Wednesday 7 September 2011

EPISODE 7: Rob arrives in Russia

Episode 7: Rob arrives in Russia...
( A long post this one - a lot has happened and I’ve been without internet)

Great-Dane’s cheekbones! I actually pulled it off! Arriving at Pulkovo airport to a warm and muggy St Petersburg, I shuffled nervously with the other RLUS (our course operator) students towards the minibus that would be taking us 7 hours north to Petrozavodsk. It was a battered white Mercedes that had seen better days but nontheless gave off an aura of reliability despite its shabby coating.
Lake Onega, Petrozavodsk
The driver, “Alexei” I think, had a crafty grin that somehow made him seem reliable – not sure what that says about Russia. We also met a chap who would be our guide, teacher and one of the few English speakers available to help us. He has the cool of the eternal student and, after extinguishing a cigarette, helped us heap our luggage onto the dusty bus seats.
Suddenly we were motorwaying out of Petersburg and trying to form new friendships with each other while attempting to withstand a dreadful bisecting by our overenthusiastic seatbelts. We bonded quickly by watching in amazement as our bus, the slowest thing on the road, was overtaken on the outside and inside by all manner of LADA, modified BMW and converted army truck. The Russian motorway was long and a little frightening, seeming vastly unregulated even so close to a major city.
 Having small-talked for an hour or so we all retreated to our ipod islands and even got a few hours sleep. The effects of our complimentary BA full-English breakfast had worn off by about 2-and-a-half-hours into the journey and Sasha negotiated a stop at a Russian service station in a small town.  Here we bought crisps (“Chipsy” in Russian) and water and huddled outside the small shop while our driver vanished into the “Cafe”, it looked more like a strip club, for twenty minutes or so.
A man, drunken in gait, with an unleashed, black dog approached us from behind. I heard him mutter the words “ Eh, lads..?” among a string of other unknowable, Slavonic syllables, and I gaped at him not knowing how to answer. It turned out he was asking for a cigarette and having said a nervous “Nyet” in reply, I watched him nod and walk past. He apologised profusely for having caused us any kind of disturbance, which I found very sweet, and he disappeared behind the petrol pumps

The next few hours of journey I barely remember. The afternoon was slowly dying and my eyelids became heavy with lack of sleep. We seemed to be entering a large forest and the motorway was stretching on for miles. I drifted off counting the headlights approaching us down the vast, straight Russian roads. They bobbed and dipped hypnotically like lighted boats on a choppy river.

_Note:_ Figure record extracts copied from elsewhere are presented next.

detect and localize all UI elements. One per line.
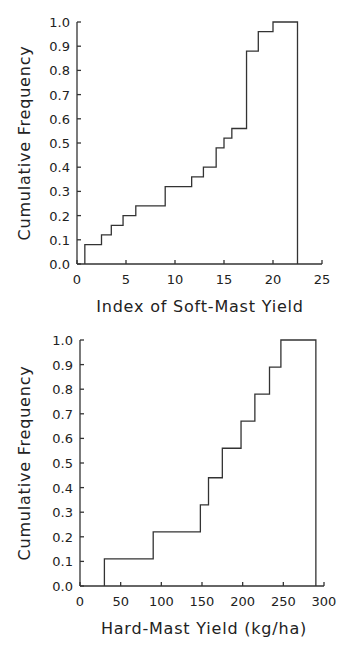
y-tick-label: 0.6 <box>52 431 73 446</box>
y-tick-label: 0.3 <box>52 505 73 520</box>
y-tick-label: 0.1 <box>49 233 70 248</box>
x-tick-label: 0 <box>76 594 84 609</box>
y-tick-label: 0.2 <box>52 530 73 545</box>
y-tick-label: 0.3 <box>49 184 70 199</box>
y-tick-label: 0.5 <box>49 136 70 151</box>
y-tick-label: 0.0 <box>52 579 73 594</box>
y-tick-label: 0.1 <box>52 554 73 569</box>
y-tick-label: 0.8 <box>49 63 70 78</box>
soft-mast-chart: 0.00.10.20.30.40.50.60.70.80.91.0 051015… <box>0 0 352 320</box>
y-tick-label: 0.9 <box>52 358 73 373</box>
y-tick-label: 0.2 <box>49 209 70 224</box>
x-tick-label: 50 <box>112 594 129 609</box>
x-tick-label: 0 <box>73 272 81 287</box>
y-tick-label: 1.0 <box>49 15 70 30</box>
x-tick-label: 20 <box>265 272 282 287</box>
y-tick-label: 0.0 <box>49 257 70 272</box>
y-tick-label: 0.6 <box>49 112 70 127</box>
y-axis-title: Cumulative Frequency <box>15 365 34 560</box>
x-axis-title: Hard-Mast Yield (kg/ha) <box>101 619 307 638</box>
y-tick-label: 0.8 <box>52 382 73 397</box>
y-tick-label: 0.4 <box>49 160 70 175</box>
y-axis: 0.00.10.20.30.40.50.60.70.80.91.0 <box>52 333 84 594</box>
x-tick-label: 25 <box>314 272 331 287</box>
step-line <box>104 340 315 586</box>
y-axis-title: Cumulative Frequency <box>15 45 34 240</box>
y-tick-label: 0.5 <box>52 456 73 471</box>
x-axis: 050100150200250300 <box>76 582 337 609</box>
x-tick-label: 250 <box>271 594 296 609</box>
y-tick-label: 0.9 <box>49 39 70 54</box>
x-tick-label: 200 <box>230 594 255 609</box>
x-tick-label: 5 <box>122 272 130 287</box>
x-axis: 0510152025 <box>73 260 330 287</box>
y-tick-label: 0.7 <box>52 407 73 422</box>
y-tick-label: 0.7 <box>49 88 70 103</box>
x-tick-label: 300 <box>312 594 337 609</box>
x-axis-title: Index of Soft-Mast Yield <box>96 297 304 316</box>
x-tick-label: 15 <box>216 272 233 287</box>
step-line <box>85 22 298 264</box>
x-tick-label: 100 <box>149 594 174 609</box>
x-tick-label: 10 <box>167 272 184 287</box>
hard-mast-chart: 0.00.10.20.30.40.50.60.70.80.91.0 050100… <box>0 320 352 658</box>
y-tick-label: 1.0 <box>52 333 73 348</box>
x-tick-label: 150 <box>190 594 215 609</box>
y-tick-label: 0.4 <box>52 481 73 496</box>
y-axis: 0.00.10.20.30.40.50.60.70.80.91.0 <box>49 15 81 272</box>
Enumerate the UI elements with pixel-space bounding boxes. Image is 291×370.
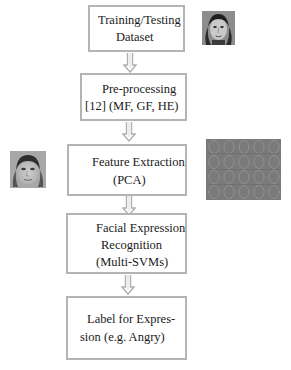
flow-arrow-1-icon	[123, 53, 137, 73]
step-dataset-line-2: Dataset	[116, 29, 153, 46]
step-recognition-line-1: Facial Expression	[96, 220, 185, 237]
eigenfaces-grid-icon	[206, 139, 281, 200]
flow-arrow-4-icon	[121, 275, 135, 295]
mean-face-image	[10, 151, 46, 188]
step-label-box: Label for Expres- sion (e.g. Angry)	[66, 296, 187, 360]
step-label-line-2: sion (e.g. Angry)	[80, 329, 165, 346]
step-recognition-box: Facial Expression Recognition (Multi-SVM…	[66, 213, 187, 274]
mean-face-icon	[10, 151, 46, 188]
eigenfaces-image	[206, 139, 281, 200]
flow-arrow-2-icon	[122, 122, 136, 142]
step-recognition-line-3: (Multi-SVMs)	[96, 254, 168, 271]
step-dataset-line-1: Training/Testing	[98, 12, 181, 29]
step-feature-extraction-line-1: Feature Extraction	[92, 154, 185, 171]
step-label-line-1: Label for Expres-	[87, 311, 175, 328]
step-preprocessing-line-2: [12] (MF, GF, HE)	[85, 98, 178, 115]
step-feature-extraction-box: Feature Extraction (PCA)	[67, 144, 187, 196]
step-recognition-line-2: Recognition	[101, 237, 162, 254]
step-dataset-box: Training/Testing Dataset	[88, 5, 185, 52]
step-preprocessing-box: Pre-processing [12] (MF, GF, HE)	[80, 73, 187, 121]
dataset-face-image	[202, 11, 235, 45]
step-feature-extraction-line-2: (PCA)	[113, 172, 146, 189]
step-preprocessing-line-1: Pre-processing	[102, 81, 176, 98]
face-photo-icon	[202, 11, 235, 45]
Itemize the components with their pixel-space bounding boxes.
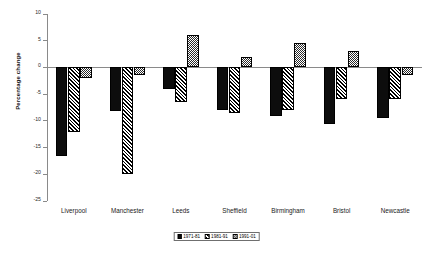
legend-item: 1981-91: [205, 234, 228, 239]
plot-area: [47, 14, 422, 201]
bar: [241, 57, 253, 68]
bar-group: [377, 14, 413, 201]
x-axis-category-label: Manchester: [101, 207, 155, 215]
y-axis-tick-label: 10: [35, 9, 41, 15]
y-axis-tick-label: 0: [38, 62, 41, 68]
legend-swatch: [233, 234, 238, 239]
bar: [80, 67, 92, 78]
bar: [175, 67, 187, 102]
y-axis-tick-label: -10: [34, 116, 42, 122]
y-axis-tick-label: -5: [36, 89, 41, 95]
bar: [270, 67, 282, 115]
bar-group: [270, 14, 306, 201]
bar: [68, 67, 80, 131]
bar-group: [163, 14, 199, 201]
x-axis-category-label: Newcastle: [368, 207, 422, 215]
bar: [56, 67, 68, 155]
bar: [402, 67, 414, 75]
legend-item: 1971-81: [177, 234, 200, 239]
bar: [187, 35, 199, 67]
y-axis-tick-label: -20: [34, 169, 42, 175]
bar: [324, 67, 336, 123]
bar: [134, 67, 146, 75]
bar-chart: Percentage change 1050-5-10-15-20-25 Liv…: [0, 0, 433, 253]
bar-group: [324, 14, 360, 201]
chart-legend: 1971-811981-911991-01: [173, 232, 260, 241]
y-axis-title: Percentage change: [15, 21, 21, 141]
bar-group: [110, 14, 146, 201]
x-axis-category-label: Birmingham: [261, 207, 315, 215]
bar: [110, 67, 122, 111]
bar: [163, 67, 175, 88]
y-axis-tick-label: -15: [34, 143, 42, 149]
legend-item: 1991-01: [233, 234, 256, 239]
bar: [336, 67, 348, 99]
y-axis-tick-label: 5: [38, 36, 41, 42]
x-axis-category-label: Leeds: [154, 207, 208, 215]
y-axis-tick-label: -25: [34, 196, 42, 202]
bar-group: [56, 14, 92, 201]
legend-swatch: [177, 234, 182, 239]
bar: [229, 67, 241, 112]
bar: [348, 51, 360, 67]
bar: [389, 67, 401, 99]
x-axis-category-label: Bristol: [315, 207, 369, 215]
legend-swatch: [205, 234, 210, 239]
x-axis-category-label: Liverpool: [47, 207, 101, 215]
bar-group: [217, 14, 253, 201]
bar: [122, 67, 134, 174]
x-axis-category-label: Sheffield: [208, 207, 262, 215]
bar: [282, 67, 294, 110]
bar: [377, 67, 389, 118]
bar: [294, 43, 306, 67]
legend-label: 1991-01: [239, 234, 256, 239]
bar: [217, 67, 229, 110]
legend-label: 1981-91: [211, 234, 228, 239]
legend-label: 1971-81: [183, 234, 200, 239]
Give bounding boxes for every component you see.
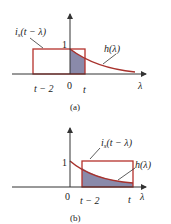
panel-b: is(t − λ) h(λ) 1 0 t − 2 t λ (b) [12,128,152,223]
pointer-response-a [103,54,116,64]
pointer-input-b [90,148,100,159]
overlap-shade-a [70,49,85,74]
tick-one-a: 1 [62,39,67,50]
pointer-input-a [30,38,43,48]
axis-label-b: λ [139,191,145,202]
overlap-shade-b [82,168,133,187]
caption-b: (b) [70,213,81,223]
tick-t-minus-2-b: t − 2 [80,195,100,206]
tick-one-b: 1 [62,157,67,168]
tick-t-b: t [128,194,131,205]
caption-a: (a) [70,102,80,112]
axis-label-a: λ [137,80,143,91]
response-label-a: h(λ) [104,43,121,55]
tick-zero-b: 0 [65,191,70,202]
tick-t-a: t [83,84,86,95]
response-label-b: h(λ) [135,159,152,171]
input-label-b: is(t − λ) [101,137,133,150]
convolution-diagram: is(t − λ) h(λ) 1 t − 2 0 t λ (a) is(t − … [0,0,171,224]
panel-a: is(t − λ) h(λ) 1 t − 2 0 t λ (a) [12,14,146,112]
tick-t-minus-2-a: t − 2 [34,83,54,94]
tick-zero-a: 0 [67,80,72,91]
input-label-a: is(t − λ) [15,26,47,39]
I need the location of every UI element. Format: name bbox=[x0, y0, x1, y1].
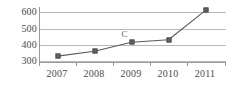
data-point-2011 bbox=[203, 8, 208, 13]
line-chart: 600 500 400 300 C 2007 2008 2009 2010 20… bbox=[0, 0, 234, 93]
x-tick-label-2008: 2008 bbox=[74, 69, 114, 79]
data-point-2009 bbox=[129, 40, 134, 45]
series-line bbox=[0, 0, 234, 93]
annotation-label-c: C bbox=[121, 30, 127, 39]
data-point-2008 bbox=[92, 49, 97, 54]
x-tick-label-2009: 2009 bbox=[111, 69, 151, 79]
x-tick-label-2007: 2007 bbox=[37, 69, 77, 79]
x-tick-label-2010: 2010 bbox=[148, 69, 188, 79]
data-point-2007 bbox=[55, 54, 60, 59]
x-tick-label-2011: 2011 bbox=[185, 69, 225, 79]
data-point-2010 bbox=[166, 37, 171, 42]
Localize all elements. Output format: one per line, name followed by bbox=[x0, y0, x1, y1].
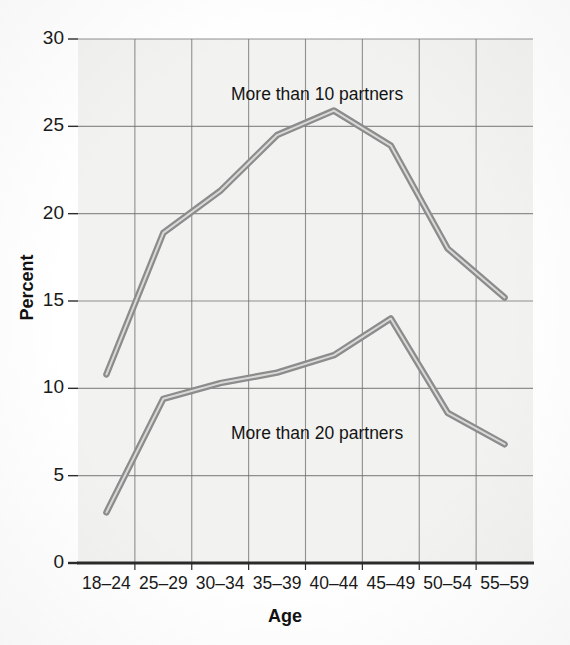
y-tick-label: 0 bbox=[20, 551, 64, 573]
y-tick-label: 25 bbox=[20, 114, 64, 136]
series-label: More than 20 partners bbox=[231, 423, 403, 444]
y-tick-label: 10 bbox=[20, 376, 64, 398]
x-tick-label: 55–59 bbox=[470, 573, 540, 594]
y-tick-label: 20 bbox=[20, 202, 64, 224]
x-axis-title: Age bbox=[0, 606, 570, 627]
chart-figure: 051015202530 18–2425–2930–3435–3940–4445… bbox=[0, 0, 570, 645]
gridlines bbox=[78, 39, 533, 563]
y-tick-label: 5 bbox=[20, 464, 64, 486]
series-label: More than 10 partners bbox=[231, 84, 403, 105]
y-tick-label: 30 bbox=[20, 27, 64, 49]
y-axis-title: Percent bbox=[17, 238, 38, 338]
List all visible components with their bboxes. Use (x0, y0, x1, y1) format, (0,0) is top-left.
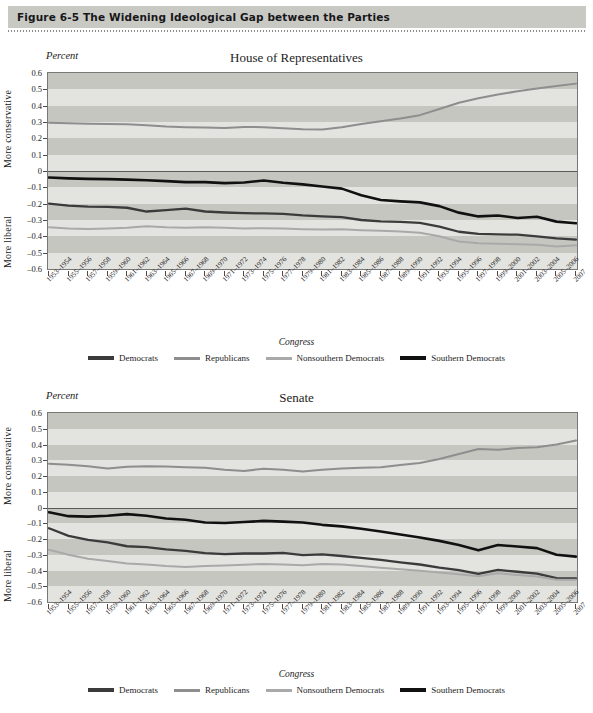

I was woken up by the slowing down of the bus at a second service station this time resembling a bombed tractor factory. It was nearly, fully dark by this point and road signs indicated that the road ahead was going to get even worse:  so far it had been bumpy at best. Having stretched my legs, I felt refreshed enough to stay awake for a while. We still had about 2 hours to drive by this point and as we left the station I marvelled at the denseness of the forests that cover this part of North-European Russia.

The roads here are lined with innumerable birch (the national tree) and they flicker past your eyes like old black and white picture frames if you press your face up to the glass. The forest is ghostly and cold. It seeps in through the windows. Before long I had covered myself with my coat and was pushing myself for more sleep just to help the tens of kilometres go by faster.

I was awoken with a start by the bus slowing down. We were about an hour from Petrozavodsk and one of our party desperately needed to urinate. The driver reluctantly pulled over at the side of the road and the desperate traveller, thanking him, leapt into the night drizzle to dash for the bushes.
Suddenly he came back.

“Er, there’s a guy out here..."

Sure enough, a man in full camo-gear, carrying a stinking white bucket of mushrooms boarded the bus behind him and waddled over to speak to our driver. We suddenly all looked very serious. The look on the face of our guide was at first one of slight panic, but between him and the driver, the three men negotiated a kind of deal. The stranger was simply hitchhiking his way back to town after a weekend’s forest scrounging, and our guide regained his natural cool which relieved us all.

Chai!
At first no-one could sleep, the mushroom hunter proved highly talkative and stood ominously at the back of the bus trying to start a conversation about football. If it wasn’t for the lurid smell of the mushrooms and the fact the man may have been armed, it would have been completely unproblematic, but coming from a country where all forms of hitchhiking are treated with suspicion this was, at the time, a pretty frightening experience.

We arrived very late in the town, but our host families were ready to greet us. I arrived at the apartment of my hostess, to a table full of Russian cold meats and cheese and was even more relieved to be poured a mug of fantastic Russian tea...

more soon!

1 comment:

  1. The beginnings of an epic adventure Rob! Atmospheric indeed! Reminds us of our time in Russia when visiting SUzdal. Glad you made it, err, safely! Look forward to future blogs.